Thursday, October 11, 2012


The Bullet Vanishes
Lo Chi Leung
The story: A young girl is accused of stealing bullets at a munitions factory and dies by her own hand with a gun handed to her by the psycho boss (Liu Kai Chi). Not long afterwards, people connected to the case start dying – killed by the lethal bullets nowhere to be found. Song Donglu (Lau Ching Wan), the new police administrator of Tiancheng county, and hot-headed ace detective Guo Zhui (Nicholas Tse) have to crack the mystery of the vanishing bullets.

Dead people tell plenty of tales and the success of television’s CSI series proves there is lots of life in the forensic crime procedural.
In Wu Xia (2011), director Peter Chan thrillingly transplanted the idea to olden- day China and mashed it up with the martial arts genre. With The Bullet Vanishes, writer-director Lo Chi Leung (Double Tap, 2000) transports forensic investigation into the warlord era in China and also introduces some interesting characters to hold the viewers’ attention.
We first meet Song as he is swinging by a rope from the rafters in the toilet of a prison facility. He is not attempting suicide though. Rather, the dedicated officer is trying to find out what exactly happens during death by hanging – thus exonerating an accused person. It seems that Song is much too zealous in his job, which means that he makes enemies easily, especially when he is parachuted into Tiancheng county to clean it up.
The eminently likable Lau makes Song someone to root for as he pits his wits against corrupt police, vanishing bullets and a locked-room murder.
Lau is paired with the always intense Nicholas Tse as Guo Zhui, the broody and hot-headed detective who is a sharpshooter and a sharp observer of details.
Chasing after a suspect who has jumped to the street from a window, Guo is able to quickly discern his quarry’s height and weight based on the suspect’s foot imprints. His relationship with con artist Little Lark (Yang Mi) is less believable though, and their romantic interlude feels a little jarring.
What is fun is watching Song and Guo come up with theories for the vanishing bullets, including the very cool idea of creating bullets from ice.
There are even autopsies performed by a pathologist (Hong Kong singer Yumiko Cheng) as she seeks to unearth clues from the bodies of the victims.
The Bullet Vanishes also has a strong sense of place as the armaments factory looks like something out of a Dickensian nightmare with forbidding barbed wire fences and enormous smokestacks belching out thick black smoke. I was briefly distracted though by the use of the exact same location for the prison in this movie and the intelligence outfit headquarters in recent drama The Silent War (2012).
Still, the film is strong enough to be nominated for several Golden Horse Awards, including a nod for Best Film.
Unfortunately, it over-reaches at the end. Lo wants to explore ideas about the nature of justice but he piles on one revelation too many and, regrettably, the final twist is not fully persuasive.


▶ **What to work on**: Please work out how many of the lines below include "gray". Only the number should be given.

[Dataset records]
_ _ _ _

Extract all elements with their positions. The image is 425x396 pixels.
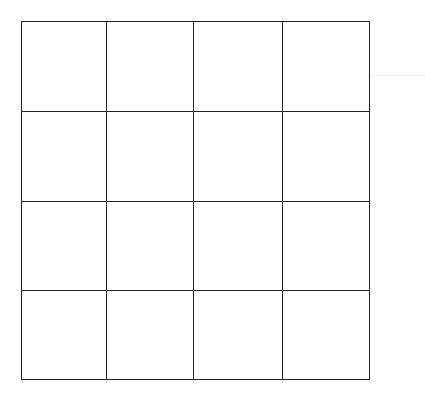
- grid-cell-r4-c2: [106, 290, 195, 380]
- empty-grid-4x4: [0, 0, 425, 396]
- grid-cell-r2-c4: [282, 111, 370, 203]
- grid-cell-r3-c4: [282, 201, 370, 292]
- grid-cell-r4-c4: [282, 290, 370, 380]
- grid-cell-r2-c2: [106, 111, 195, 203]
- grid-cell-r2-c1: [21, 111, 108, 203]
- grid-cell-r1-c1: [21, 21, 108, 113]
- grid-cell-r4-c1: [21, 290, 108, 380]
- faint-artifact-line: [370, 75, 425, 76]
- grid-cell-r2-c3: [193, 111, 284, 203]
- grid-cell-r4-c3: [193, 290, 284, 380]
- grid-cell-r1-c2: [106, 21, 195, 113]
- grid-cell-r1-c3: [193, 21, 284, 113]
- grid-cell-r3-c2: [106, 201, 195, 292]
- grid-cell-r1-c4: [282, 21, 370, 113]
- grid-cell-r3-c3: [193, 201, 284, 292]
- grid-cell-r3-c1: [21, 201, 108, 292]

_ _ _ _

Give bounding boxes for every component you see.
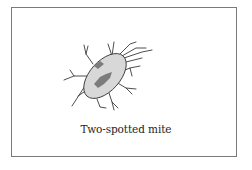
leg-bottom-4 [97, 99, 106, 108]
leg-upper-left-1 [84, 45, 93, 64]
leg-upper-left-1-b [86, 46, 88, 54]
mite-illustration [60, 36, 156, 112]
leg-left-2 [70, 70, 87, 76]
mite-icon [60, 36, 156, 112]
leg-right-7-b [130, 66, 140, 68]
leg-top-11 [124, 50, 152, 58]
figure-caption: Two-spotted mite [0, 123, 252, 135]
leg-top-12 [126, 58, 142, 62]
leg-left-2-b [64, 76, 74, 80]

_ _ _ _

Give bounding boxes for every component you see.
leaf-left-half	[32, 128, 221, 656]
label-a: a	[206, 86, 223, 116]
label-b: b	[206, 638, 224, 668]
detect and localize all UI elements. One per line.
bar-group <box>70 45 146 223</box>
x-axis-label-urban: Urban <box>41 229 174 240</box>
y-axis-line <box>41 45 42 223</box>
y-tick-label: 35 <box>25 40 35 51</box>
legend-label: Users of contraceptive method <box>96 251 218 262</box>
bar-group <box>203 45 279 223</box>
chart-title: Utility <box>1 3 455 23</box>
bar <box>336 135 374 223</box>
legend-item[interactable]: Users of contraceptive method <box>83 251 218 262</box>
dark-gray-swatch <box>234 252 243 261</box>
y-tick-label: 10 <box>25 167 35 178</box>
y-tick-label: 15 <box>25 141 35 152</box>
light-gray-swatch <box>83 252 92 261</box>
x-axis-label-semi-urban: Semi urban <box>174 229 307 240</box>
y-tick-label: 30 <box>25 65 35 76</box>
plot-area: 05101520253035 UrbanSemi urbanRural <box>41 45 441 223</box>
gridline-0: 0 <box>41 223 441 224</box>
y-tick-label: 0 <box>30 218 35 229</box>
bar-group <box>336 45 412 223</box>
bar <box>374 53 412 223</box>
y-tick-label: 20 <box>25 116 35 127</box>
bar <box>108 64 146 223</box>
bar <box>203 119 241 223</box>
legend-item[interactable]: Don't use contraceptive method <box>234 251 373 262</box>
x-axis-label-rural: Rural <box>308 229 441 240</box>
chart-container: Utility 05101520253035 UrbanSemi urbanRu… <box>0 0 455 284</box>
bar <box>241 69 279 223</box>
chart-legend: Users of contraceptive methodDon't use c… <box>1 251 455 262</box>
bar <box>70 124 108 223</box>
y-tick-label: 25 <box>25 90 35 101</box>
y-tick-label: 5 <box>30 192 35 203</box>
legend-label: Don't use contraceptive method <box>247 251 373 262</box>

_ _ _ _

▶ **Solution to the exercise**: 2